Lost in translation: WOMADelaide in Language

In 2026, the multicultural festival was an antidote to big tech’s flat pitch.

Kankawa Nagarra is turning 80 in June. She says you’re invited to her birthday party, if you can get yourself to Fitzroy Crossing. At WOMADelaide on the weekend, I listened to the Walmatjarri, Gooniyandi and Bunuba Elder yarn with Darren Hanlon under the eucalypts in Adelaide’s Botanic Park. Nagarra fell in love with guitar music after hawkers visited her station to sell wind-up gramophones and Buddy Holly LPs. She recalls a childhood “on the edge of the desert”, where she’d creep out into the men’s camp and fall asleep in the laps of the elders at night. By the campfire, the men would continue their songlines ‘til daybreak.

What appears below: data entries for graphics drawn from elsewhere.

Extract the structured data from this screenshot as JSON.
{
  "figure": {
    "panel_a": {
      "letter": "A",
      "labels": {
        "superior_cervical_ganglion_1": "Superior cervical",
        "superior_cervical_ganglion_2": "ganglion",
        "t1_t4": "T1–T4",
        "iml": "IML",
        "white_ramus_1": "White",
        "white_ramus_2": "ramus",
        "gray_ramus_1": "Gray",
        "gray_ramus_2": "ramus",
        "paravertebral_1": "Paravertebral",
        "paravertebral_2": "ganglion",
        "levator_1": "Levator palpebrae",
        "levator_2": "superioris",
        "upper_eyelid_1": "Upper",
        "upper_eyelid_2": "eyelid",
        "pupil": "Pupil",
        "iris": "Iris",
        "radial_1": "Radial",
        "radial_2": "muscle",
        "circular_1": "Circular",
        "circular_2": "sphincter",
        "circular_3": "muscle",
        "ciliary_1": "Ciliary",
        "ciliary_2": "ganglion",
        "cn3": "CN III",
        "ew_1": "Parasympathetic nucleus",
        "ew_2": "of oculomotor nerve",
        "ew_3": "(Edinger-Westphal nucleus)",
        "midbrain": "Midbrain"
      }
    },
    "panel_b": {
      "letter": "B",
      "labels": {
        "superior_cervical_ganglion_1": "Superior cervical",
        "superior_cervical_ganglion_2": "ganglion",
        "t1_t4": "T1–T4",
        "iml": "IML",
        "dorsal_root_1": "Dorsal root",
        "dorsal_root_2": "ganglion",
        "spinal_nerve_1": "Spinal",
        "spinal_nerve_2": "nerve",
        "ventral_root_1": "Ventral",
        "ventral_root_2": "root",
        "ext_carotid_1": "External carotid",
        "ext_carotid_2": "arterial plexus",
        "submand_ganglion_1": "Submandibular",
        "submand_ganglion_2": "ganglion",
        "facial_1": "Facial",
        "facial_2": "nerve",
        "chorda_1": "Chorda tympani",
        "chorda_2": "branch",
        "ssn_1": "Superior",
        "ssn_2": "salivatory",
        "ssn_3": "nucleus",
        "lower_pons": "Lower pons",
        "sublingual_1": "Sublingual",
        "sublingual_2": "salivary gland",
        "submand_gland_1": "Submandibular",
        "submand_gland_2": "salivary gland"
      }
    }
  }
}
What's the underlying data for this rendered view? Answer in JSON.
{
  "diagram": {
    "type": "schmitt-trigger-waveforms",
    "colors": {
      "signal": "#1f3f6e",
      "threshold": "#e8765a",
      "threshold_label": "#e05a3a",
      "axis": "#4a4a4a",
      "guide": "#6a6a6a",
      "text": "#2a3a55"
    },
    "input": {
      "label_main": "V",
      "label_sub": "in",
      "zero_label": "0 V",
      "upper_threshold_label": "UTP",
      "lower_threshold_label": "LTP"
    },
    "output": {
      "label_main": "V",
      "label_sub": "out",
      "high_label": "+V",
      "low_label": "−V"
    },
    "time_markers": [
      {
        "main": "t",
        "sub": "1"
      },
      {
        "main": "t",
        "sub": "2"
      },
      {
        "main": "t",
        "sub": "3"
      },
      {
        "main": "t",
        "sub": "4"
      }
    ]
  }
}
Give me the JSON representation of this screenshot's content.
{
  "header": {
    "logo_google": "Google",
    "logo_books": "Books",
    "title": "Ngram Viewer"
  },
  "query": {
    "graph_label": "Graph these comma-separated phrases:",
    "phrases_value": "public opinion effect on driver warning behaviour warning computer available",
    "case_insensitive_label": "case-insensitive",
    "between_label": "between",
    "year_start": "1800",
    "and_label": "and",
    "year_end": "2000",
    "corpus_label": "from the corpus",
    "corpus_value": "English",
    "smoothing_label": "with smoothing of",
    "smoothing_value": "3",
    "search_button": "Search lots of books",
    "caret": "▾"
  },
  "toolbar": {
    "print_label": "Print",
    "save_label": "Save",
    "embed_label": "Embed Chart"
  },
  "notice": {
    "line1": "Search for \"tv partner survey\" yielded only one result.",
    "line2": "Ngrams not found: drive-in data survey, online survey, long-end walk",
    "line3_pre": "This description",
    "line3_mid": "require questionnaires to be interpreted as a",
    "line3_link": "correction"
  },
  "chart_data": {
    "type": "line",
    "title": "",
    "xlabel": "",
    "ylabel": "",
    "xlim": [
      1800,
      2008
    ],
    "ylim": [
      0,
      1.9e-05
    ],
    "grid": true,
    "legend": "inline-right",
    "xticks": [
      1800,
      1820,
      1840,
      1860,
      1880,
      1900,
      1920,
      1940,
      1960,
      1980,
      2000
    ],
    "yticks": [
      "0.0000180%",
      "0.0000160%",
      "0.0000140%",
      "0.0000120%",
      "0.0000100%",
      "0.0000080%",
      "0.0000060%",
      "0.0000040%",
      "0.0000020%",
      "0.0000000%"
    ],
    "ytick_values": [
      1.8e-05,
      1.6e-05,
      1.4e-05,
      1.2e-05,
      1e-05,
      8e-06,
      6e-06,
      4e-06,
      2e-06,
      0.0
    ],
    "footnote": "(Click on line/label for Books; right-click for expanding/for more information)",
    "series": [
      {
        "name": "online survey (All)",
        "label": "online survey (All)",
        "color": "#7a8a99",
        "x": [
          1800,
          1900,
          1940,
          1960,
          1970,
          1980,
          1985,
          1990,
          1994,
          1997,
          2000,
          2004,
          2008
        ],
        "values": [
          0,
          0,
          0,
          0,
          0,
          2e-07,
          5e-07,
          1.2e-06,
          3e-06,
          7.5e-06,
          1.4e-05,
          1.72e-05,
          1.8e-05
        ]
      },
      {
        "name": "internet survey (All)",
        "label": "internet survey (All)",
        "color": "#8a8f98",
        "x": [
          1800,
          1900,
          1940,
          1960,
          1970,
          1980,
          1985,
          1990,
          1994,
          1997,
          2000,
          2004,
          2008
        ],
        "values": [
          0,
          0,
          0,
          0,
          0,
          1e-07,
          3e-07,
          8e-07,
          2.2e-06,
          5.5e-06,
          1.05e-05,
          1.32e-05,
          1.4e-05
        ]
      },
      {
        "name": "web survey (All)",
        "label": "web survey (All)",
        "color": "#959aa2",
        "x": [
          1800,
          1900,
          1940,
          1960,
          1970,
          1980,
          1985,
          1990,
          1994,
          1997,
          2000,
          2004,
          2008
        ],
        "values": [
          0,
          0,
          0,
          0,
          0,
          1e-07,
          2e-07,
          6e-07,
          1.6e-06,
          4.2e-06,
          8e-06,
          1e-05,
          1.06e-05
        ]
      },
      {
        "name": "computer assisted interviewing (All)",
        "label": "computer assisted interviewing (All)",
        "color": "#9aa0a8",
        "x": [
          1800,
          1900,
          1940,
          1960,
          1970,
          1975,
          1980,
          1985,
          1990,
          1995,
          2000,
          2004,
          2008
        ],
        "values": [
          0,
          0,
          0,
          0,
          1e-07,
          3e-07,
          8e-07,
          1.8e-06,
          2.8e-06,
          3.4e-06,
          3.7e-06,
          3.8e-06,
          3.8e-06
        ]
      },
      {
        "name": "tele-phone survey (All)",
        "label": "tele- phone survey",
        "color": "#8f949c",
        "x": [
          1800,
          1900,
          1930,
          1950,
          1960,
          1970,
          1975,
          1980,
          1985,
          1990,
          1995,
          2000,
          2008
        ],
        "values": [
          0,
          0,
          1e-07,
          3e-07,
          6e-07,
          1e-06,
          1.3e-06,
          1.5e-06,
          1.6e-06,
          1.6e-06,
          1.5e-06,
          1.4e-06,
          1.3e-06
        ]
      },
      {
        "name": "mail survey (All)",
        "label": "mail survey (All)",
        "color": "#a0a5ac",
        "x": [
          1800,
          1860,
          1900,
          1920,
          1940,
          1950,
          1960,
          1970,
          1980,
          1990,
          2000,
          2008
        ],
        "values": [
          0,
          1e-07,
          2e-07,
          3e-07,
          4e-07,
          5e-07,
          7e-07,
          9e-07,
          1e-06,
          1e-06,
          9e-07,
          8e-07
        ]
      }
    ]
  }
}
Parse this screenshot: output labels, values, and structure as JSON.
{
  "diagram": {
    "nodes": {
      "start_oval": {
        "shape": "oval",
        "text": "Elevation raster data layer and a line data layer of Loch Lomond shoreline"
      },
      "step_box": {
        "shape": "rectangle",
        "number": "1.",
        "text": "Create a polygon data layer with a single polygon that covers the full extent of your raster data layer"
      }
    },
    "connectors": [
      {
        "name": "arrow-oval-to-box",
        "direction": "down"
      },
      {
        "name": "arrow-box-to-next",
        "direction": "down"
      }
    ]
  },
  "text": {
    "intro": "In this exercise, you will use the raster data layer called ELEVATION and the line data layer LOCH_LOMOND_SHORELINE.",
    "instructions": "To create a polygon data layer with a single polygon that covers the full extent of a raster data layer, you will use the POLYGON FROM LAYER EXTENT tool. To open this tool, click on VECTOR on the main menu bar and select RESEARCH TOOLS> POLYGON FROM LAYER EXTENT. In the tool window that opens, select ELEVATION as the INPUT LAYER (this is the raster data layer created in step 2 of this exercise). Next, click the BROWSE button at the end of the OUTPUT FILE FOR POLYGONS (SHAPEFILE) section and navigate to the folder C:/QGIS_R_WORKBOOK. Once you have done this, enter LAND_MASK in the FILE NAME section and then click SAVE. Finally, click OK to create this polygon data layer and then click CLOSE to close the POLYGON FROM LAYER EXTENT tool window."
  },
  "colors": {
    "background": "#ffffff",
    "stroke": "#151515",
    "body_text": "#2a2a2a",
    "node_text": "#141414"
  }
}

Nagarra and Hanlon performed selections from the Australian Music Prize-winning LP they recorded together, Wirlmarni. Hanlon says, “For me personally, even singing words that I don’t understand, on the actual land where these words were spoken for way longer than English, has a really spiritual effect.”

The night before, I watched a teenager raise an orange digital camera in front of Yothu Yindi performing “Treaty” on its 35th anniversary. I wondered if she felt the same way.

This long weekend was an easy distraction from the artificial-intelligence arms race I usually follow when I’m home. Language is one of the friction points some tech prophets like to say AI will sand down. Last September, Apple’s Airpods Pro 3 were launched with the capability to “seamlessly” translate foreign conversation for their wearer, as assessed by the New York Times. OpenAI and Google’s Gemini followed suit with similar services.

Writing for The Atlantic, professional translator Ross Benjamin detailed the cost of flattening this linguistic divide: “the negotiation between different ways of structuring the world, the humility and curiosity that come with navigating a foreign context.”

At WOMADelaide, I felt my head slow down as curiosity took over. Saturday afternoon, I sat cross-legged with a crowd of 800 people, beneath about 800 cross-armed bats, dripping from their pine-tree canopy. All of us were transfixed by Tamil Nadu vocalist Ganavya. Singing in English and Tamil, her voice moved like a weft, interlocking with bass, harp, breeze, birdsong, to produce something silken and strong.

Like Kankawa Nagarra’s ancestors, using songlines to preserve knowledge embedded within Country, Ganavya explained that according to pilgrimage traditions, setting poems into song lyrics helps keep them in your body. She performed “Land” – lifting words from Palestinian poet Suheir Hammad, and “Pasayadan” – using text from a Hindu prayer that wishes for sunlight to soften cold hearts.

At the front of the stage, I watched a man in a crisp Australian Open cap hanging over the metal barricade and tapping out the rhythms to each song. All weekend, it felt like the audience shared a sense of real gratitude for these performances. The expanded Middle Eastern conflict barred several artists scheduled to play WOMADelaide from flying into Australia on time. Others represented the diaspora of presently wartorn countries, like Ukrainian electro-folk siren GANNA. On Friday night, her euphoric set ended with a direct address to the crowd of dancers: “When there are so many ways of being separated… places like this give hope that after all, somehow, everything is going to be better.”

Surveying the field of picnic blankets abandoned to take part in a “Mami Mambo” with ex-Buena Vista Social Club pianist Roberto Fonseca, I considered the apparent music discovery drought which sprouted federal campaigns like #Ausify and Music Australia’s “Listening In” research last year. In the Guardian, critic-journalist Liz Pelly wrote about the rise of AI-powered products which claim “to ease the daily burdens of reading, writing, researching”, to the point where the joy of assembling a playlist and building your own music taste is framed as an inconvenience. “But this is the work that helps shape how we think, how we make connections, what we remember and what we forget,” she warned.

On Sunday evening, I bounced along as Baker Boy intercut the hip-hop bombast and metallic guitars of his latest album, Djandjay, with his early breakout hits. Golden hour gave way to dusk and a digitally-rendered sunset blazed behind his staunch figure in motion: nailing explosive dance combos, rapping from platforms fringed with outback grass, aiming his Yidaki at the sky. With lyrics in Yolnu Matha, Burarra, and English, the former Young Australian of the Year sends a clear message: mastering language – holding it, bending it, unleashing it – is a flex.

Baker Boy

I watched the performance next to two of the coolest punters on-ground: a pair of tween girls with identical halter tops and henna designs snaking around their wrists.The older one said to the younger: “‘Meditjin’ is his best song”. Her confidence reminded me that understanding is not the only way to know the power within a performance.